Weak Leadership Isn’t Just Weak, it’s Dangerous

Weak Leadership Isn’t Just Weak, it’s Dangerous

Here’s the thing about narcissists and weak leadership: they assume upon your silence. And that simply makes you complicit in the problem. A passive compliance to be sure. But the result is just the same. Weak leaders save their own skins in the end – at least for a time – and glibly allow other people to be churned up by the narcissist or toxic leader. That’s ultimately what makes them dangerous. People’s lives get wrecked. People’s spiritual lives get shipwrecked. And some people’s lives get ended, all because of weak leadership. And we see it time and time again in churches.

Weak Leadership

Time and time again we see bad leadership decisions made by weak leaders. And the church – and parachurch organisations attached to the church -, are sadly some of the worst offenders.

And the worst repeat offenders. Not simply the same leaders in the same places making the same mistakes. But other leaders in other organiations, knowing all of this, making those mistakes as well. It’s as if such weak leaders have never read books such as Chuck de Groat’s “When Narcissism Comes to Church“, or “Something’s Not Right” by Wade Mullen, or “A Church Called Tov” by Scot McKnight and Laura Barringer. Maybe they haven’t. That would be too “leadershippy” of them.

As I wrote about during my expose of The Crowded House abuses by Steve Timmis:

A national review is a good place to start. But if all it does is sweep the house clean, pare it down to order, then it will have failed. That’s all a legalistic process can do. It will simply prep the house for even greater problems.  Do the leaders have the stomach to go the really dark, honest, self revealing places that they have learned to avoid over the past two decades? That will take a seismic shift in their collective will.

Narcissistic Systems

And that’s the problem with a narcissistic leader. He (and it usually though not exclusively is a he, especially in churches), creates and sustains a narcissistic system. That’s what empowers him. And often this involves some sort family system dynamic to make up for some sort of lack of his own in the past.

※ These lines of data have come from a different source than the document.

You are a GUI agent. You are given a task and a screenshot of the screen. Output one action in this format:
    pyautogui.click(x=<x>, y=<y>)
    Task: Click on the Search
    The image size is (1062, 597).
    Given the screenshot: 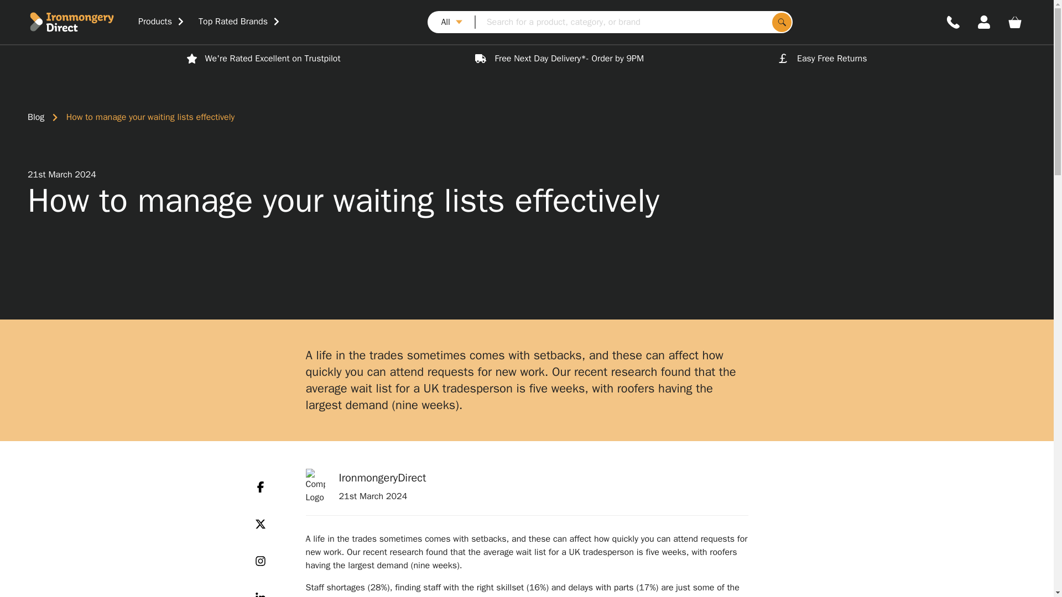 What is the action you would take?
    pyautogui.click(x=781, y=22)
    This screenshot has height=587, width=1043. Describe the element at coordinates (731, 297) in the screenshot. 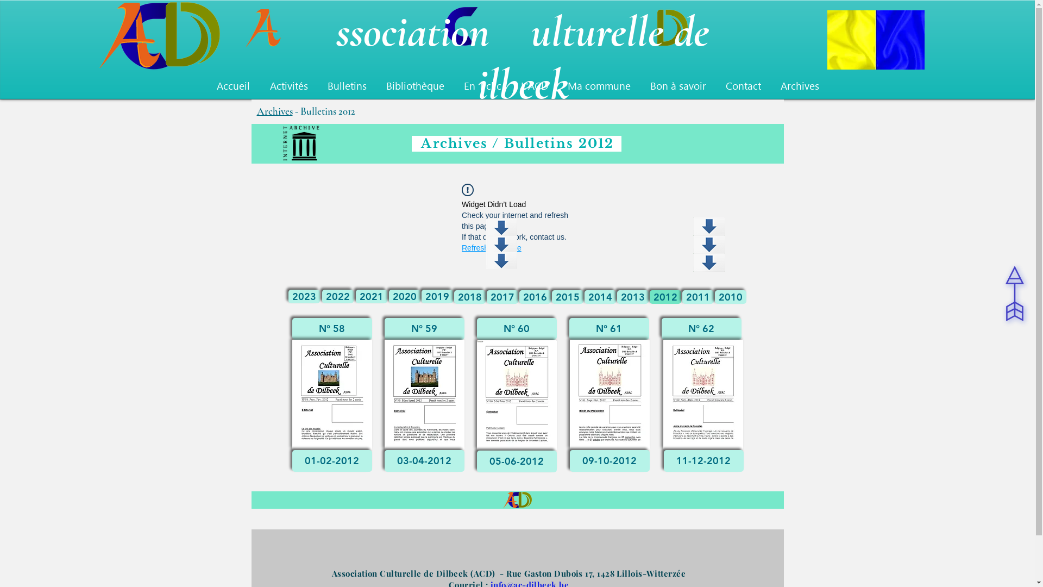

I see `2010` at that location.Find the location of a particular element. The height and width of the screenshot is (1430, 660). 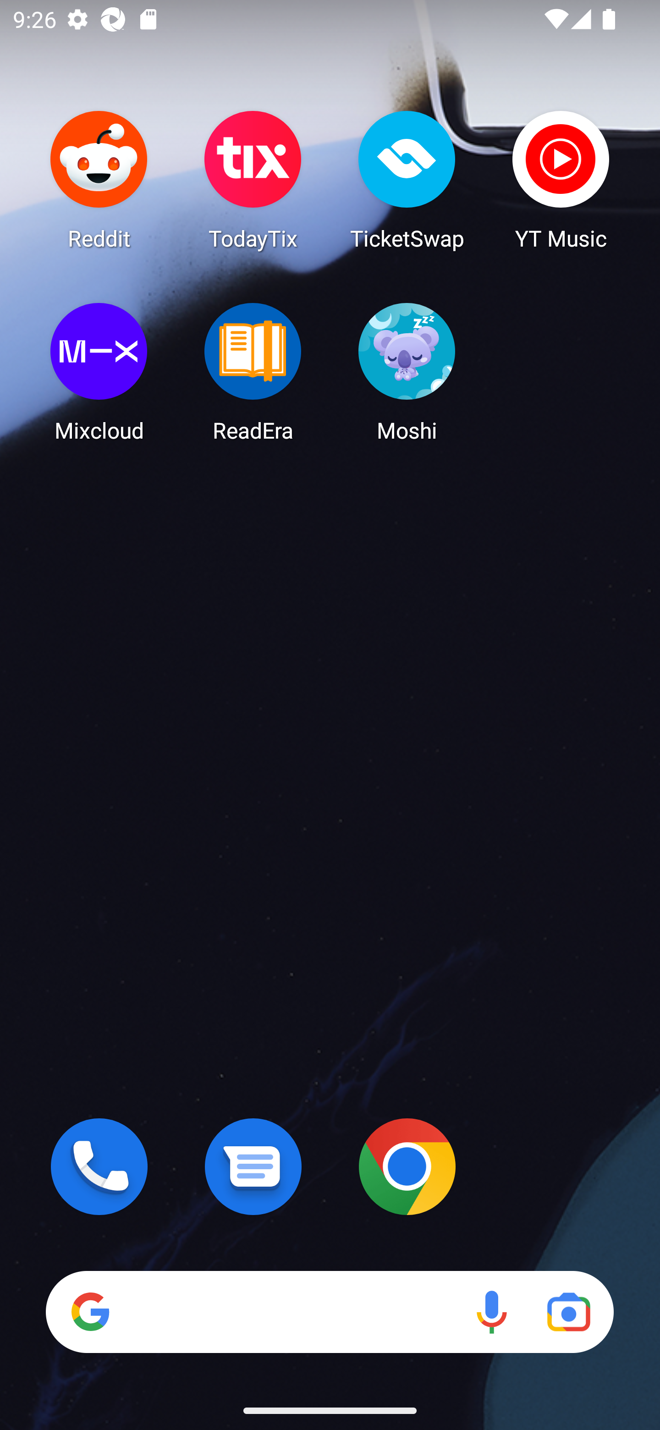

ReadEra is located at coordinates (253, 372).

You know the way that plays out: “Hey we’re all in this together!” Until of course, you’re not, and you’re cut, and the water closes over you like the Titanic slipping under the icy Atlantic waters. Maybe you’ll get the odd awkward phone call, but it’s clear that no one wants to talk about the one thing that you want to address with them. It’s as if it never happened. It’s as if you never happened. You don’t matter. That’s what makes it so painful.

As my wife observes, it’s the secondary trauma of not being believed, or having the issue diminished that is sometimes even more painful than the initial wound. As she says “Imagine a mother hearing her son say that her husband is abusing him, and the mother not believing her son.” That secondary trauma embeds the primary trauma to an even deeper level.

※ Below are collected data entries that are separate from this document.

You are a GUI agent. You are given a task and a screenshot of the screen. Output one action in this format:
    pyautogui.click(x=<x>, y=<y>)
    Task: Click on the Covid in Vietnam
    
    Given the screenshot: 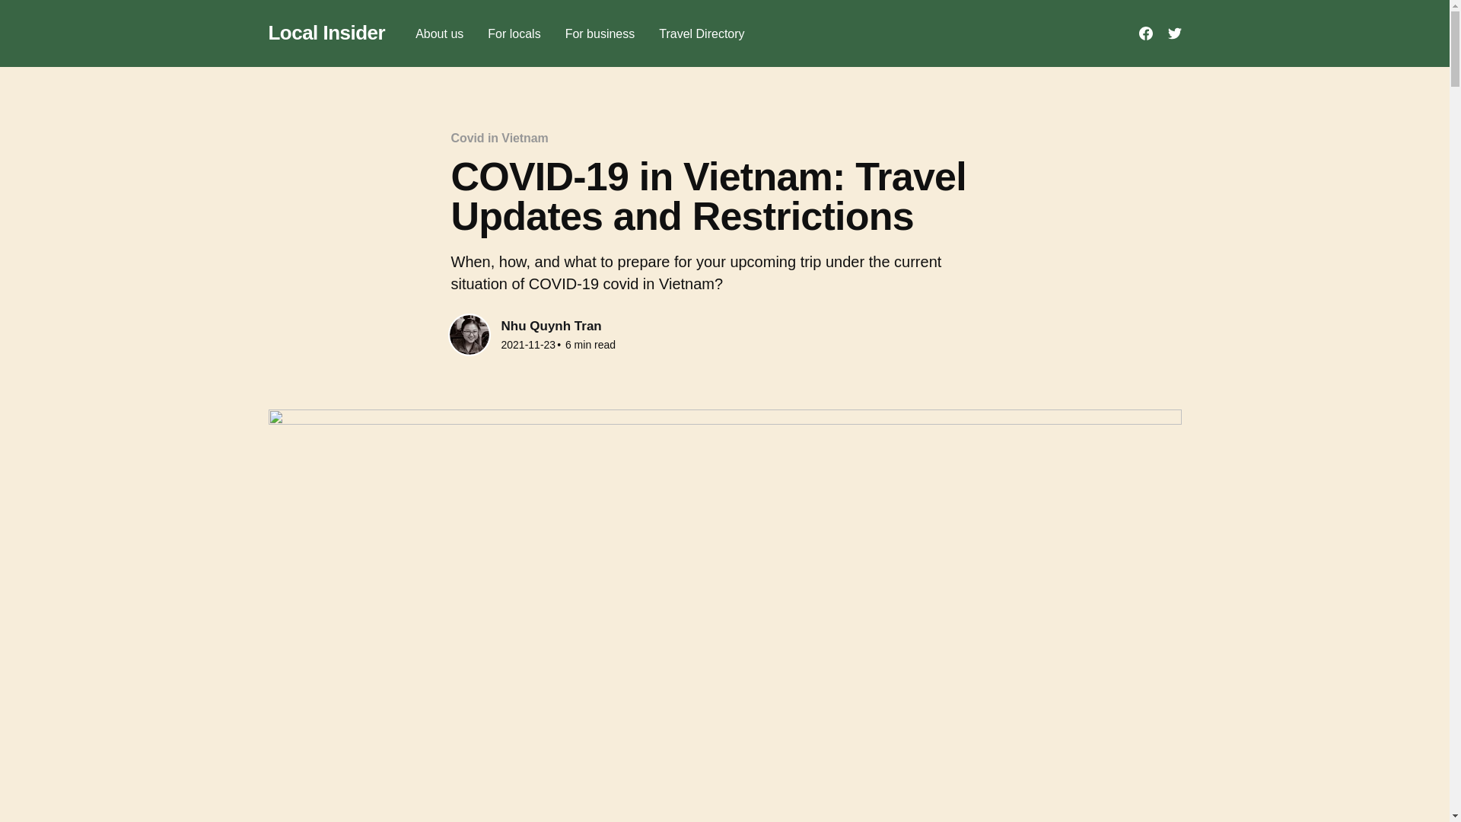 What is the action you would take?
    pyautogui.click(x=499, y=138)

Granted, not everyone in such toxic systems is a narcissist, but these people only stay within that system long-term, because they play a part in feeding the narcissistic dynamic. Oh they may do it unwittingly, but let’s face it, we don’t know the true self within ourself, lurking below with all of its foibles. This systemic problem gives rise to the enablers, the deniers, the insecure, and those who think that by staying and doing a great job they are something ameliorating, rather than exacerbating and prolonging the problem.

And that’s where weak leadership comes into the mix. If the narcissist is leader in all but name, and often they are, they will gather a firewall of respectability around them, by forming a facade, a leadership facade made up of weak leaders who will bend to their will. It’s the psychological and spiritual equivalent of money laundering. “Legit in five years.” All of that stuff.

Their primary concern is that if someone should come onto the scene and run a white glove over the furniture surface that there will be no tell-tale grubbiness on show. “Hey, I’m accountable to my board, nothing to see here!” and all that nonsense.

So the problem is not the narcissist per se, the problem is the weak leadership that refuses to deal with the problem . Which is why weak leadership makes for dangerous leadership. Why dangerous? Surely those weak leaders under the thrall of a narcissist are just as much victims that churn out of the mince-meat maker?

Well only partly. Here’s how they are a danger:

A Danger to the Institution

How does it go? “Deep painful change or slow painful death.” You don’t get to choose whether you have pain or not, merely the type of pain you are willing to accept.

And in my recent experience, weak leaders will kick the can of pain down the road for as long as possible before they ever gird their loins, take a deep breath and take some immediate and necessary pain.

And why is it necessary? Slow painful death of course.